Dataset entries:
== == ==
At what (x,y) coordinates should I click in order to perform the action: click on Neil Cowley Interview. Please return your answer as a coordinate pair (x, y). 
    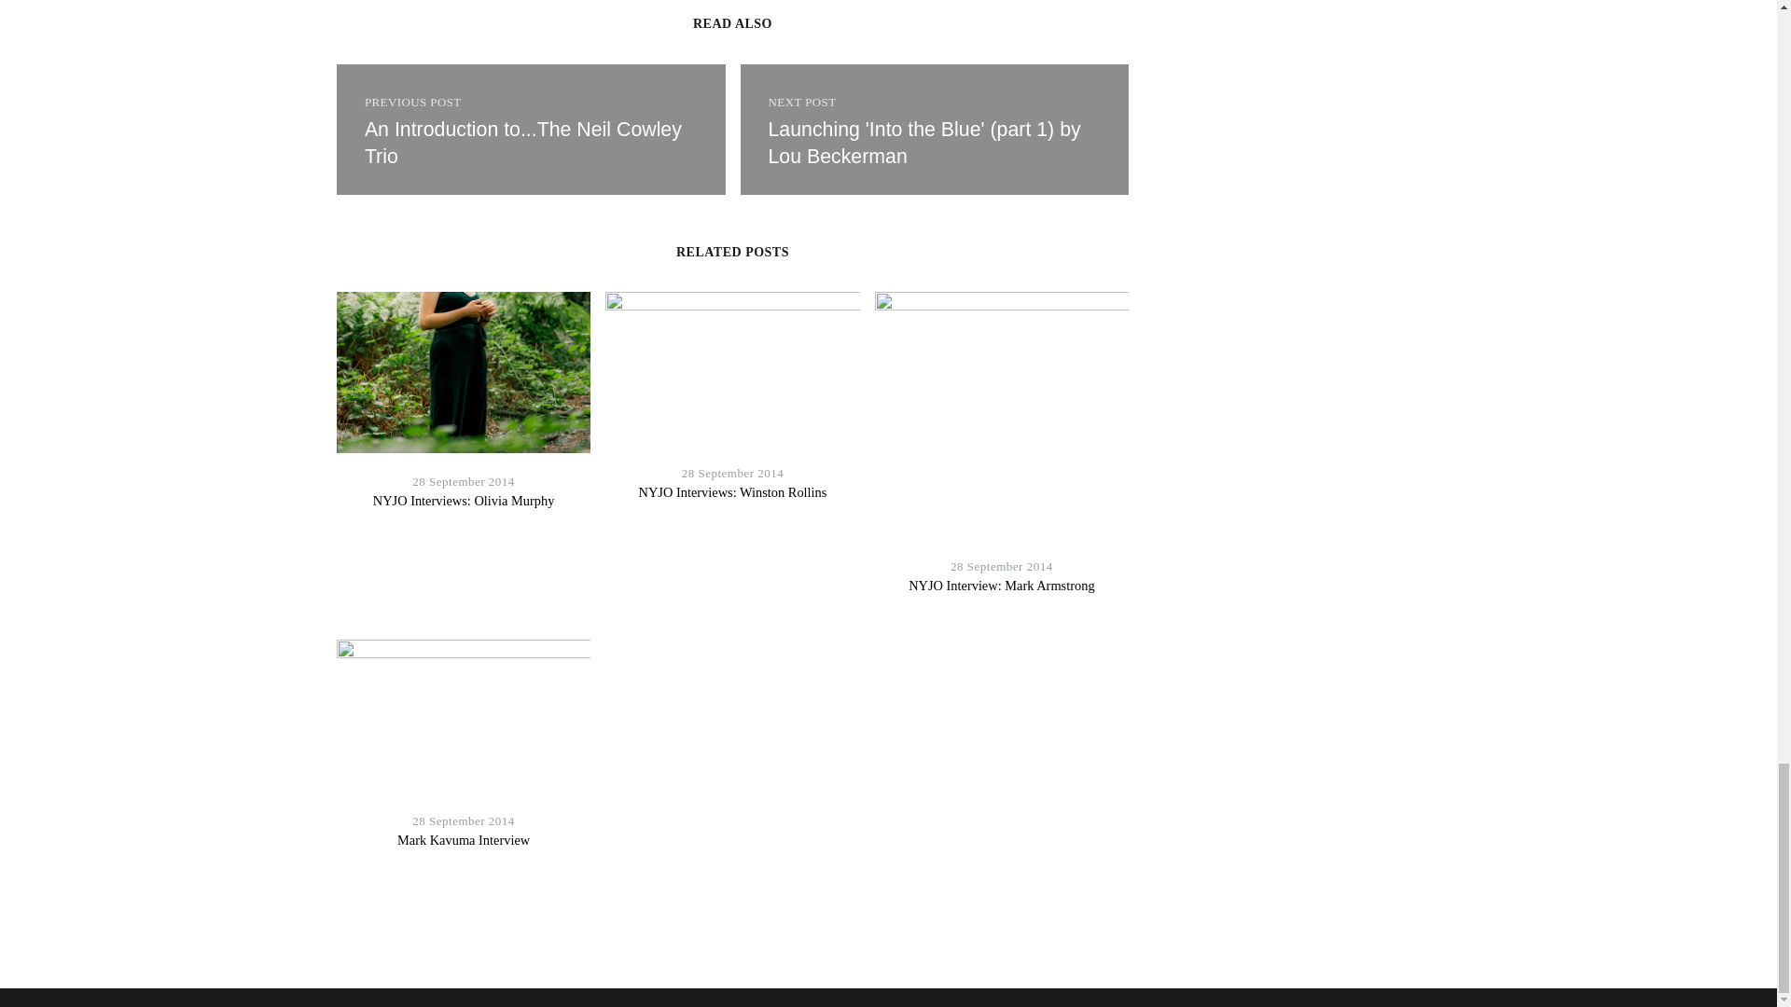
    Looking at the image, I should click on (530, 130).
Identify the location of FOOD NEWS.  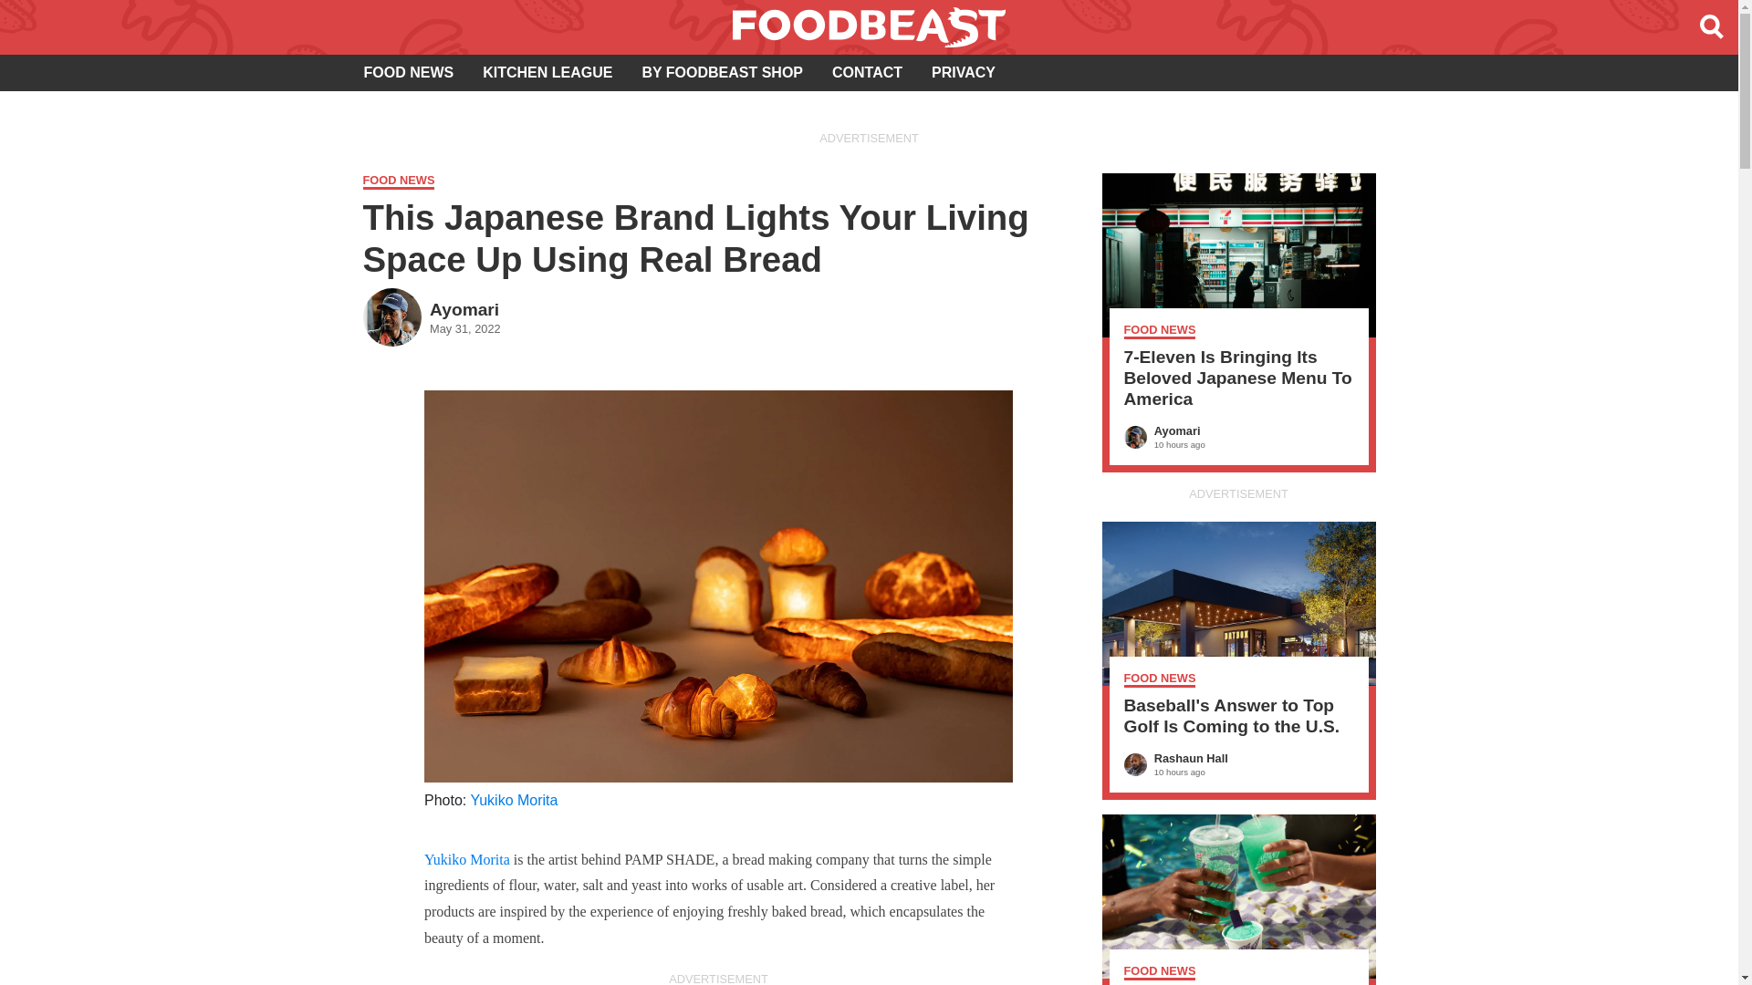
(432, 316).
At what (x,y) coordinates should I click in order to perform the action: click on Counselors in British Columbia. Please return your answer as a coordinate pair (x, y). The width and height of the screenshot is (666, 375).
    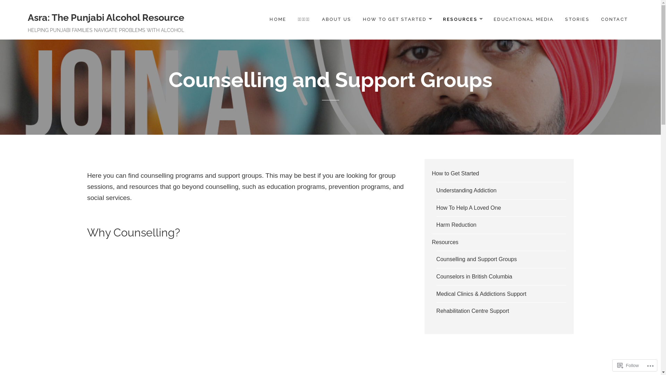
    Looking at the image, I should click on (475, 276).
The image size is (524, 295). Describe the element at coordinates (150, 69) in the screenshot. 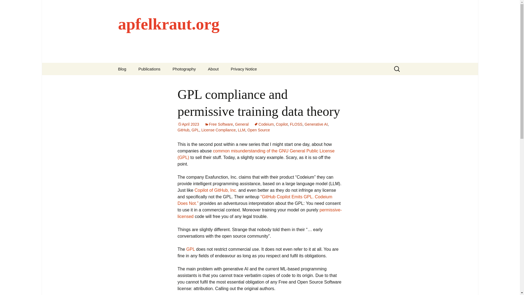

I see `Publications` at that location.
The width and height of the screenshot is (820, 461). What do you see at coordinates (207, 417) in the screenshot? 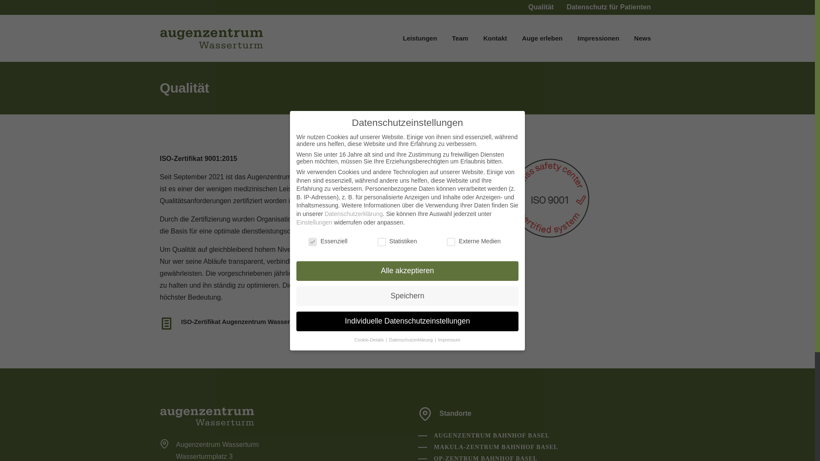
== == ==
Work request: All lines from the one with "Identify the location of FOOD NEWS." through the end of the records above must be reproduced exactly, both ends included, and the pictures must be left out.

Exercise output:
Identify the location of FOOD NEWS.  
(432, 316).
At what (x,y) coordinates should I click in order to perform the action: click on Counselors in British Columbia. Please return your answer as a coordinate pair (x, y). The width and height of the screenshot is (666, 375).
    Looking at the image, I should click on (475, 276).
The image size is (524, 295). Describe the element at coordinates (150, 69) in the screenshot. 

I see `Publications` at that location.
The width and height of the screenshot is (820, 461). What do you see at coordinates (207, 417) in the screenshot? 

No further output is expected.